Knowing What it Takes
I was 14-years old and going into my freshman year of high school. My best mile time was 5 minutes and 10 seconds, and the farthest I’d ever run was 2-miles…and that was in a race. Yet, I was about to embark on a 5 mile run with an 18-year-old Senior who had averaged faster than my mile best for a 5k. And it was in Houston, Texas… in the summer, which meant god awful heat and humidity.
I was about to receive my introduction to high school cross-country. This wasn’t official practice, but instead a favor. The best runner on the team had taken me under his wing, inviting me to train with him during the summer to prepare for the upcoming season. I wasn’t sure what I’d gotten myself into. We were just going for a “distance run,” he told me over the phone. I’d never actually gone for just a “run” in my life before.
Up until that point, training meant either running a few fast intervals on the track or running very hard over anywhere from 800 meters to a mile. Coming out of junior high track, just “going for a run” was a foreign concept. As the run approached, I wondered how fast we would go, was it supposed to be all-out or would I jog along like the old-men I’d seen in the neighborhood? All I knew was that it was my first run with our senior cross-country captain, so I better not suck.
As we began trotting down the street, he explained the loop we’d take. Two and a half miles out, traversing the neighborhoods we both lived in, before turning around and making our way back. I didn’t dare ask about pace or the purpose, or any other of the dozen questions circling in my brain. I latched onto “2.5 miles out.” For the first mile, we exchanged small talk, until all I was able to muster up were small words. “Ya, okay, good,” became my method of communication as we passed the 2-mile distance and into what for me at the time was the unknown.
We were running 6-minute mile pace, something I’d previously only done during 2-mile cross-country races. He was completely comfortable. I, on the other hand, was entering what I affectionately call survival mode. We hadn’t even reached halfway and I was in over my head. “Just make it to the turnaround, just make it to the turnaround,” was the only thought, other than the ever increasing pain, that was in my head. It worked well enough until we made it to the turnaround. Now, I had two and a half miles staring me in the face, with no way to convince myself that I was going to make it home.
I fought on through 3 miles, pulling out all of the stops, shifting my mind into race mode, until my body and mind had enough. Somewhere around three and a half miles, as we made our way down the sidewalk, in front of middle-class houses, I stopped. My hands went to my knees, and throw-up came spewing from my mouth onto the manicured lawn of the middle-class suburban homes we had been running past.
He turned to me and offered a line of sincere encouragement: “You’re doing a good job. It’s your first run. It’ll come.”
My stomach emptied itself of contents and my breathing began to normalize. I looked up and saw Matt standing there, finger on his watch, waiting to start to back up. As he saw me looking up, perhaps in search of sympathy, he stated, “This is what it takes.”
That’s when it hit me. It didn’t matter that I had just puked my guts out. We had a run to do. We had to make it back to our homes. I’d signed up to explore how good I could be in this crazy endeavor called running. He was offering me a choice, either run or don’t, but if I did, training would be the norm.
The next mile and a half were slower, but I made it back home. And we’d repeat the same ritual, the next day, and the next, and the next. Only without the throw up. My journey in running had begun.
This was an adapted excerpt of Chapter 3 of Win the Inside Game. It’s currently on sale for 20% off. Check it out here!
-Steve Magness

I'm currently reading, 'Flanagan's Run' by Tom McNab (ex GB athletics coach). It's a novel about the first trans-America race in 1931. Poverty fuelled the athletes' drive. Contains a lot of scenes like yours.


Look through the entries that follow and return each line that has the string "limit".

DATASET below:

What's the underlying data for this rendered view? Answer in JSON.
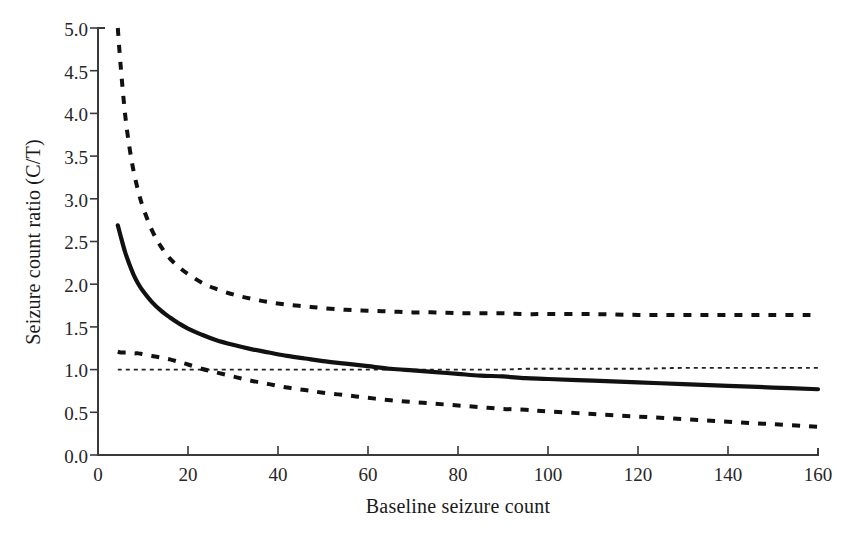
{
  "chart_data": {
    "type": "line",
    "title": "",
    "xlabel": "Baseline seizure count",
    "ylabel": "Seizure count ratio (C/T)",
    "xlim": [
      0,
      160
    ],
    "ylim": [
      0.0,
      5.0
    ],
    "xticks": [
      0,
      20,
      40,
      60,
      80,
      100,
      120,
      140,
      160
    ],
    "xtick_labels": [
      "0",
      "20",
      "40",
      "60",
      "80",
      "100",
      "120",
      "140",
      "160"
    ],
    "yticks": [
      0.0,
      0.5,
      1.0,
      1.5,
      2.0,
      2.5,
      3.0,
      3.5,
      4.0,
      4.5,
      5.0
    ],
    "ytick_labels": [
      "0.0",
      "0.5",
      "1.0",
      "1.5",
      "2.0",
      "2.5",
      "3.0",
      "3.5",
      "4.0",
      "4.5",
      "5.0"
    ],
    "grid": false,
    "legend": false,
    "legend_position": "none",
    "x": [
      4.4,
      5,
      6,
      7,
      8,
      9,
      10,
      12,
      14,
      16,
      18,
      20,
      23,
      26,
      30,
      34,
      38,
      42,
      46,
      50,
      55,
      60,
      65,
      70,
      75,
      80,
      85,
      90,
      95,
      100,
      110,
      120,
      130,
      140,
      150,
      160
    ],
    "series": [
      {
        "name": "Upper 95% confidence limit",
        "style": "dashed",
        "color": "#111111",
        "values": [
          5.0,
          4.58,
          4.0,
          3.6,
          3.3,
          3.08,
          2.9,
          2.63,
          2.44,
          2.3,
          2.2,
          2.12,
          2.02,
          1.95,
          1.88,
          1.83,
          1.79,
          1.76,
          1.74,
          1.72,
          1.7,
          1.69,
          1.68,
          1.67,
          1.67,
          1.66,
          1.66,
          1.66,
          1.65,
          1.65,
          1.65,
          1.64,
          1.64,
          1.64,
          1.64,
          1.64
        ]
      },
      {
        "name": "Point estimate (seizure count ratio)",
        "style": "solid",
        "color": "#111111",
        "values": [
          2.69,
          2.57,
          2.38,
          2.23,
          2.1,
          2.0,
          1.92,
          1.79,
          1.69,
          1.61,
          1.54,
          1.48,
          1.41,
          1.35,
          1.29,
          1.24,
          1.2,
          1.16,
          1.13,
          1.1,
          1.07,
          1.04,
          1.01,
          0.99,
          0.97,
          0.95,
          0.93,
          0.92,
          0.9,
          0.89,
          0.87,
          0.85,
          0.83,
          0.81,
          0.79,
          0.77
        ]
      },
      {
        "name": "Lower 95% confidence limit",
        "style": "dashed",
        "color": "#111111",
        "values": [
          1.21,
          1.2,
          1.2,
          1.2,
          1.19,
          1.19,
          1.18,
          1.16,
          1.14,
          1.12,
          1.09,
          1.06,
          1.01,
          0.97,
          0.92,
          0.87,
          0.83,
          0.79,
          0.76,
          0.73,
          0.7,
          0.67,
          0.64,
          0.62,
          0.6,
          0.58,
          0.56,
          0.54,
          0.53,
          0.51,
          0.48,
          0.45,
          0.42,
          0.39,
          0.36,
          0.33
        ]
      },
      {
        "name": "Reference line (ratio = 1)",
        "style": "fine-dotted",
        "color": "#222222",
        "values": [
          1.0,
          1.0,
          1.0,
          1.0,
          1.0,
          1.0,
          1.0,
          1.0,
          1.0,
          1.0,
          1.0,
          1.0,
          1.0,
          1.0,
          1.0,
          1.0,
          1.0,
          1.0,
          1.0,
          1.0,
          1.0,
          1.0,
          1.0,
          1.0,
          1.0,
          1.0,
          1.0,
          1.0,
          1.01,
          1.01,
          1.01,
          1.01,
          1.02,
          1.02,
          1.02,
          1.02
        ]
      }
    ],
    "annotations": []
  },
  "axes": {
    "x_title": "Baseline seizure count",
    "y_title": "Seizure count ratio (C/T)"
  },
  "xtick_labels": {
    "t0": "0",
    "t1": "20",
    "t2": "40",
    "t3": "60",
    "t4": "80",
    "t5": "100",
    "t6": "120",
    "t7": "140",
    "t8": "160"
  },
  "ytick_labels": {
    "t0": "0.0",
    "t1": "0.5",
    "t2": "1.0",
    "t3": "1.5",
    "t4": "2.0",
    "t5": "2.5",
    "t6": "3.0",
    "t7": "3.5",
    "t8": "4.0",
    "t9": "4.5",
    "t10": "5.0"
  }
}
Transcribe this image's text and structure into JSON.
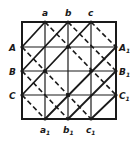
{
  "diagram": {
    "type": "grid-diagonal-scheme",
    "colors": {
      "ink": "#1a1a1a",
      "background": "#ffffff"
    },
    "frame": {
      "x0": 22,
      "y0": 22,
      "x1": 116,
      "y1": 119
    },
    "top_labels": [
      {
        "text": "a",
        "x": 45
      },
      {
        "text": "b",
        "x": 68
      },
      {
        "text": "c",
        "x": 91
      }
    ],
    "bottom_labels": [
      {
        "text": "a",
        "sub": "1",
        "x": 45
      },
      {
        "text": "b",
        "sub": "1",
        "x": 68
      },
      {
        "text": "c",
        "sub": "1",
        "x": 91
      }
    ],
    "left_labels": [
      {
        "text": "A",
        "y": 47
      },
      {
        "text": "B",
        "y": 71
      },
      {
        "text": "C",
        "y": 95
      }
    ],
    "right_labels": [
      {
        "text": "A",
        "sub": "1",
        "y": 47
      },
      {
        "text": "B",
        "sub": "1",
        "y": 71
      },
      {
        "text": "C",
        "sub": "1",
        "y": 95
      }
    ],
    "solid_diagonals": [
      {
        "from": "A",
        "to": "a"
      },
      {
        "from": "B",
        "to": "b"
      },
      {
        "from": "C",
        "to": "c"
      },
      {
        "from": "a1",
        "to": "A1"
      },
      {
        "from": "b1",
        "to": "B1"
      },
      {
        "from": "c1",
        "to": "C1"
      }
    ],
    "dashed_diagonals": [
      {
        "from": "C",
        "to": "a1"
      },
      {
        "from": "B",
        "to": "b1"
      },
      {
        "from": "A",
        "to": "c1"
      },
      {
        "from": "a",
        "to": "C1"
      },
      {
        "from": "b",
        "to": "B1"
      },
      {
        "from": "c",
        "to": "A1"
      }
    ]
  }
}
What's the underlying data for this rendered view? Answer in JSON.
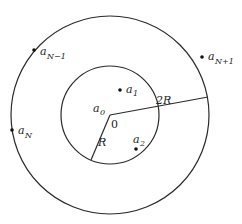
{
  "diagram": {
    "center": {
      "x": 110,
      "y": 115
    },
    "inner_circle": {
      "radius": 49,
      "label": "R"
    },
    "outer_circle": {
      "radius": 99,
      "label": "2R"
    },
    "origin_label": "0",
    "stroke_color": "#2a2a2a",
    "points": [
      {
        "name": "a",
        "sub": "0",
        "x": 110,
        "y": 115,
        "label_x": 94,
        "label_y": 112,
        "sub_x": 101,
        "sub_y": 115,
        "dot": false
      },
      {
        "name": "a",
        "sub": "1",
        "x": 120,
        "y": 90,
        "label_x": 126,
        "label_y": 93,
        "sub_x": 133,
        "sub_y": 96,
        "dot": true
      },
      {
        "name": "a",
        "sub": "2",
        "x": 136,
        "y": 149,
        "label_x": 133,
        "label_y": 142,
        "sub_x": 140,
        "sub_y": 145,
        "dot": true
      },
      {
        "name": "a",
        "sub": "N−1",
        "x": 34,
        "y": 50,
        "label_x": 40,
        "label_y": 54,
        "sub_x": 47,
        "sub_y": 58,
        "dot": true
      },
      {
        "name": "a",
        "sub": "N",
        "x": 12,
        "y": 130,
        "label_x": 18,
        "label_y": 134,
        "sub_x": 25,
        "sub_y": 138,
        "dot": true
      },
      {
        "name": "a",
        "sub": "N+1",
        "x": 202,
        "y": 57,
        "label_x": 208,
        "label_y": 60,
        "sub_x": 215,
        "sub_y": 64,
        "dot": true
      }
    ],
    "labels": {
      "zero": "0",
      "R": "R",
      "twoR": "2R"
    }
  }
}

End of DATASET.

RESULT —
        "name": "Upper 95% confidence limit",
        "name": "Lower 95% confidence limit",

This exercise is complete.